▶ [Source data]:

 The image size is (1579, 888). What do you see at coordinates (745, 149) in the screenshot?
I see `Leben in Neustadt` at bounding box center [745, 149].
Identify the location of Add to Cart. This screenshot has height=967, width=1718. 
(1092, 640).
...
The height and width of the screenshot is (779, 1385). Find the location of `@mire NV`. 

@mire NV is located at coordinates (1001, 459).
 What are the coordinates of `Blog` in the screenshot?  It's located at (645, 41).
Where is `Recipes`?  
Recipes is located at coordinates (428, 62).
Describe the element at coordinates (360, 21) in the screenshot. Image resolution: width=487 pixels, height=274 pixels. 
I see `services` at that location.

▶ [Task statement]: Each line above from the one with "The height and" up to and including the one with "What are the" must be set down exactly, and no line outside that span may appear.

▶ [Answer below]:
The height and width of the screenshot is (779, 1385). Find the location of `@mire NV`. 

@mire NV is located at coordinates (1001, 459).
 What are the coordinates of `Blog` in the screenshot?  It's located at (645, 41).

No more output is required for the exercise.